The claim is being greeted with skepticism inside and outside the European lab.
"The feeling that most people have is this can't be right, this can't be real," said James Gillies, a spokesman for CERN.
CERN
provided the particle accelerator to send neutrinos on a breakneck
454-mile (730-kilometer) trip underground from Geneva to Italy. France's
National Institute for Nuclear and Particle Physics Research
collaborated with Italy's Ran Sass National Laboratory for the
experiment, which has no connection to the atomic-smashing Large Hadron
Collider, which is also located at CERN.
Gillies told The
Associated Press that the readings have so astounded researchers that
"they are inviting the broader physics community to look at what they've
done and really scrutinize it in great detail."
That will be
necessary, because Einstein's special relativity theory underlies
"pretty much everything in modern physics," said John Ellis, a
theoretical physicist at CERN who was not involved in the experiment.
"It has worked perfectly up until now." And part of that theory is that
nothing is faster than the speed of light.
CERN reported that a
neutrino beam fired from a particle accelerator near Geneva to a lab in
Italy traveled 60 nanoseconds faster than the speed of light. Scientists
calculated the margin of error at just 10 nanoseconds, making the
difference statistically significant.
Given the enormous
implications of the find, they spent months checking and rechecking
their results to make sure there were no flaws in the experiment.
A
team at Fermilab had similar faster-than-light results in 2007. But
that experiment had such a large margin of error that it undercut its
scientific significance.
If anything is going to throw a cosmic
twist into Einstein's theories, it's not surprising that it's the
strange particles known as neutrinos. These are odd slivers of an atom
that have confounded physicists for about 80 years.
The neutrino
has almost no mass, it comes in three different "flavors," may have its
own antiparticle and even has been seen shifting from one flavor to
another while shooting out from the sun, said physicist Phillip Schewe,
communications director at the Joint Quantum Institute in Maryland.
Fermilab
team spokeswoman Jenny Thomas, a physics professor at the University
College of London, said there must be a "more mundane explanation" for
the European findings. She said Fermilab's experience showed how hard it
is to measure accurately the distance, time and angles required for
such a claim.
Nevertheless, the Fermilab team, which shoots
neutrinos from Chicago to Minnesota, will go back to work immediately to
try to verify or knock down the new findings, Thomas said.
Drew
Baden, chairman of the physics department at the University of Maryland,
said it is far more likely that there are measurement errors or some
kind of fluke. Tracking neutrinos is very difficult, he said.
"This
is ridiculous what they're putting out," Baden said. "Until this is
verified by another group, it's flying carpets. It's cool, but..."

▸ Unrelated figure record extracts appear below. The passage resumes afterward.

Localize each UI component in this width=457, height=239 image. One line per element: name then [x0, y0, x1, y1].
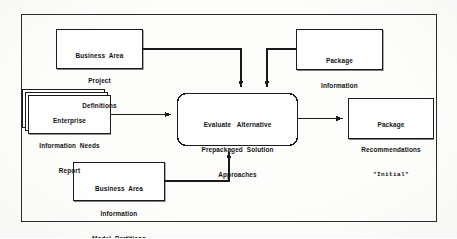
diagram-page: Business Area Project Definitions Packag… — [0, 0, 457, 238]
label-line: Evaluate Alternative — [177, 121, 298, 129]
label-line: Information Needs — [28, 142, 111, 150]
label-line: Business Area — [56, 52, 143, 60]
label-line-quoted: "Initial" — [348, 171, 434, 179]
label-line: Package — [296, 57, 383, 65]
label-line: Information — [73, 210, 165, 218]
label-line: Model Partitions — [73, 235, 165, 239]
label-line: Business Area — [73, 185, 165, 193]
label-line: Enterprise — [28, 117, 111, 125]
label-package-information: Package Information — [296, 41, 383, 107]
flow-package-information-to-process — [267, 49, 297, 87]
label-line: Package — [348, 121, 434, 129]
label-line: Project — [56, 77, 143, 85]
label-line: Prepackaged Solution — [177, 146, 298, 154]
label-evaluate-alternative-prepackaged-solution-approaches: Evaluate Alternative Prepackaged Solutio… — [177, 105, 298, 195]
label-package-recommendations-initial: Package Recommendations "Initial" — [348, 105, 434, 195]
flow-project-definitions-to-process — [143, 49, 241, 87]
label-line: Recommendations — [348, 146, 434, 154]
label-business-area-information-model-partitions: Business Area Information Model Partitio… — [73, 169, 165, 238]
label-line: Information — [296, 82, 383, 90]
label-line: Approaches — [177, 171, 298, 179]
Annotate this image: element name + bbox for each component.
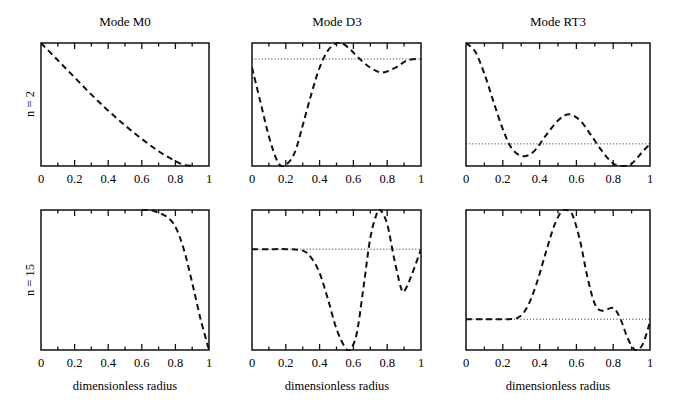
- x-tick-label: 0: [249, 356, 255, 370]
- panel-n15-mode-rt3: 00.20.40.60.81: [463, 209, 653, 370]
- data-curve: [252, 209, 421, 351]
- data-curve: [142, 210, 209, 350]
- x-tick-label: 0.2: [495, 356, 511, 370]
- x-tick-label: 0.2: [278, 356, 294, 370]
- data-curve: [466, 209, 650, 350]
- x-tick-label: 0.6: [569, 172, 585, 186]
- x-tick-label: 0.4: [312, 356, 328, 370]
- x-tick-label: 0.4: [312, 172, 328, 186]
- row-label-n15: n = 15: [23, 264, 37, 296]
- figure-canvas: Mode M0 Mode D3 Mode RT3 n = 2 n = 15 00…: [0, 0, 675, 410]
- x-tick-label: 0.8: [379, 172, 395, 186]
- x-tick-label: 0.4: [100, 172, 116, 186]
- x-tick-label: 0.4: [100, 356, 116, 370]
- data-curve: [466, 43, 650, 166]
- column-title-m0: Mode M0: [99, 14, 151, 29]
- x-tick-label: 0: [38, 356, 44, 370]
- data-curve: [252, 42, 421, 166]
- x-tick-label: 0.2: [495, 172, 511, 186]
- column-title-rt3: Mode RT3: [530, 14, 586, 29]
- x-tick-label: 0: [38, 172, 44, 186]
- row-label-n2: n = 2: [23, 91, 37, 117]
- x-tick-label: 0.4: [532, 172, 548, 186]
- column-titles: Mode M0 Mode D3 Mode RT3: [99, 14, 586, 29]
- panel-n2-mode-d3: 00.20.40.60.81: [249, 42, 424, 186]
- x-tick-label: 0.8: [379, 356, 395, 370]
- x-axis-label-d3: dimensionless radius: [285, 379, 390, 393]
- x-tick-label: 0.6: [134, 356, 150, 370]
- x-tick-label: 0.2: [67, 356, 83, 370]
- x-tick-label: 0.2: [278, 172, 294, 186]
- x-tick-label: 0.8: [605, 172, 621, 186]
- data-curve: [41, 43, 192, 166]
- row-labels: n = 2 n = 15: [23, 91, 37, 296]
- x-tick-label: 0.8: [168, 356, 184, 370]
- x-tick-label: 0.4: [532, 356, 548, 370]
- x-tick-label: 1: [647, 172, 653, 186]
- x-axis-labels: dimensionless radius dimensionless radiu…: [73, 379, 611, 393]
- panel-n15-mode-m0: 00.20.40.60.81: [38, 210, 212, 370]
- x-tick-label: 0.6: [569, 356, 585, 370]
- x-tick-label: 0.2: [67, 172, 83, 186]
- x-tick-label: 1: [418, 356, 424, 370]
- x-tick-label: 0: [463, 356, 469, 370]
- x-tick-label: 0: [463, 172, 469, 186]
- panel-n2-mode-m0: 00.20.40.60.81: [38, 43, 212, 186]
- x-tick-label: 1: [206, 172, 212, 186]
- plot-frame: [466, 43, 650, 166]
- x-tick-label: 0.6: [346, 356, 362, 370]
- plot-frame: [252, 43, 421, 166]
- x-tick-label: 0.8: [605, 356, 621, 370]
- panel-n15-mode-d3: 00.20.40.60.81: [249, 209, 424, 370]
- panel-n2-mode-rt3: 00.20.40.60.81: [463, 43, 653, 186]
- plot-panels: 00.20.40.60.8100.20.40.60.8100.20.40.60.…: [38, 42, 653, 370]
- x-tick-label: 0.8: [168, 172, 184, 186]
- plot-frame: [41, 43, 209, 166]
- x-tick-label: 1: [206, 356, 212, 370]
- plot-frame: [252, 210, 421, 350]
- x-axis-label-m0: dimensionless radius: [73, 379, 178, 393]
- column-title-d3: Mode D3: [312, 14, 361, 29]
- x-tick-label: 0.6: [134, 172, 150, 186]
- plot-frame: [466, 210, 650, 350]
- plot-frame: [41, 210, 209, 350]
- x-tick-label: 1: [418, 172, 424, 186]
- x-tick-label: 0: [249, 172, 255, 186]
- x-axis-label-rt3: dimensionless radius: [506, 379, 611, 393]
- x-tick-label: 1: [647, 356, 653, 370]
- x-tick-label: 0.6: [346, 172, 362, 186]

So if the neutrinos are pulling this fast one on Einstein, how can it happen?
Stephen
Parke, head theoretician at the Fermilab, said there could be a cosmic
shortcut through another dimension — physics theory is full of unseen
dimensions — that allows the neutrinos to beat the speed of light.
Indiana
University theoretical physicist Alan Kostelecky says there may be
situations when the background is different in the universe, not
perfectly symmetrical as Einstein says. Those changes in background may
change both the speed of light and the speed of neutrinos.

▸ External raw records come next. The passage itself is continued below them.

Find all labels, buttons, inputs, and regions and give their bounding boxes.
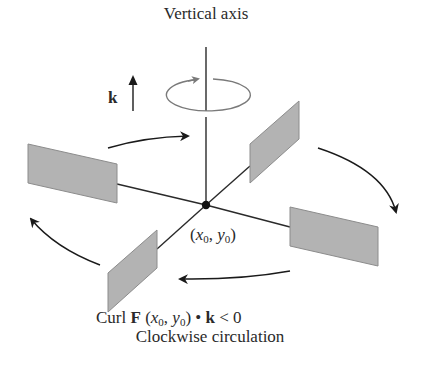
k-vector-arrow-icon: [129, 75, 138, 111]
circulation-arrow-top: [108, 136, 188, 148]
center-point: [202, 201, 210, 209]
paddle-left: [28, 144, 117, 203]
curl-word: Curl: [96, 308, 130, 327]
rotation-ellipse-icon: [166, 79, 250, 111]
paddle-right: [290, 207, 378, 266]
curl-diagram: Vertical axis k (x0, y0) Curl F (x0, y0)…: [0, 0, 427, 369]
separator: ,: [209, 225, 218, 244]
caption-curl-formula: Curl F (x0, y0) • k < 0: [96, 308, 346, 328]
paddle-upper-right: [250, 101, 299, 183]
vertical-axis-label: Vertical axis: [0, 4, 412, 24]
caption-y: y: [172, 308, 180, 327]
paddle-lower-left: [108, 230, 157, 312]
k-label: k: [108, 88, 117, 108]
point-label: (x0, y0): [190, 225, 236, 245]
caption-circulation: Clockwise circulation: [100, 327, 320, 347]
paren-close: ): [230, 225, 236, 244]
relation: < 0: [215, 308, 242, 327]
dot-operator: •: [191, 308, 205, 327]
y-variable: y: [217, 225, 225, 244]
circulation-arrow-right: [318, 148, 396, 212]
circulation-arrow-bottom: [180, 271, 290, 279]
args-open: (: [141, 308, 151, 327]
vector-k: k: [206, 308, 215, 327]
circulation-arrow-left: [31, 219, 100, 265]
vector-f: F: [130, 308, 140, 327]
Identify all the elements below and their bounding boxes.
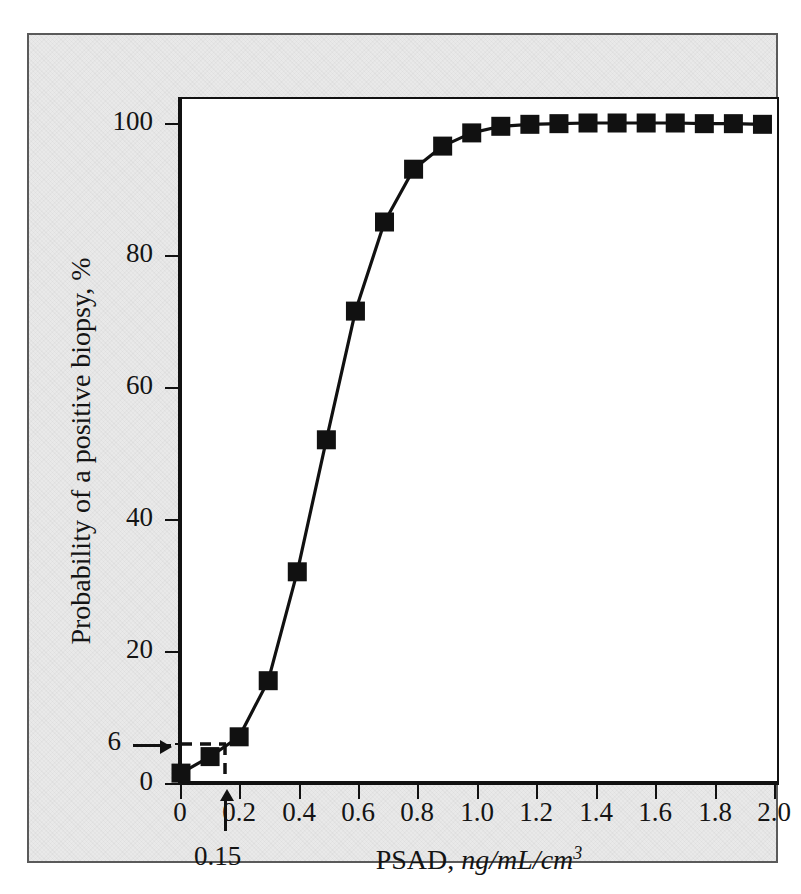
y-tick-100 (165, 123, 179, 125)
y-axis-label: Probability of a positive biopsy, % (65, 141, 97, 761)
plot-area (181, 99, 777, 783)
figure-frame: 100 80 60 40 20 6 0 Probability of a pos… (27, 33, 778, 863)
x-tick-label-1-6: 1.6 (625, 799, 685, 826)
y-tick-40 (165, 519, 179, 521)
x-reference-arrow (224, 801, 227, 831)
y-axis-line (178, 97, 182, 785)
x-tick-label-0: 0 (150, 799, 210, 826)
x-tick-label-1-0: 1.0 (447, 799, 507, 826)
x-tick-label-0-4: 0.4 (269, 799, 329, 826)
x-tick-label-1-4: 1.4 (566, 799, 626, 826)
y-tick-6 (175, 743, 181, 745)
plot-top-border (181, 97, 779, 99)
x-reference-label: 0.15 (194, 841, 241, 872)
x-axis-label-units: ng/mL/cm (461, 844, 573, 875)
plot-right-border (777, 97, 779, 783)
x-tick-label-1-8: 1.8 (685, 799, 745, 826)
y-tick-0 (165, 783, 179, 785)
y-tick-label-100: 100 (33, 108, 153, 135)
x-tick-label-0-6: 0.6 (328, 799, 388, 826)
y-tick-60 (165, 387, 179, 389)
y-tick-label-6: 6 (1, 728, 121, 755)
y-tick-label-0: 0 (33, 768, 153, 795)
y-reference-arrow (133, 744, 171, 747)
x-axis-label: PSAD, ng/mL/cm3 (181, 843, 777, 876)
y-tick-80 (165, 255, 179, 257)
figure-root: 100 80 60 40 20 6 0 Probability of a pos… (0, 0, 801, 894)
x-axis-label-exponent: 3 (573, 843, 582, 863)
x-axis-label-text: PSAD, (376, 844, 462, 875)
x-tick-label-0-2: 0.2 (209, 799, 269, 826)
x-tick-label-1-2: 1.2 (506, 799, 566, 826)
y-tick-20 (165, 651, 179, 653)
x-tick-label-2-0: 2.0 (744, 799, 801, 826)
x-tick-label-0-8: 0.8 (387, 799, 447, 826)
x-axis-line (179, 781, 779, 785)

But that doesn't mean Einstein's theory is ready for the trash heap, he said.
"I
don't think you're going to ever kill Einstein's theory. You can't. It
works," Kostelecky said, adding there are just times when an additional
explanation is needed.
If the European findings are correct, "this would change the idea of how the universe is put together," Columbia's Greene said.
But he added: "I would bet just about everything I hold dear that this won't hold up to scrutiny."
___
Borenstein reported from Washington.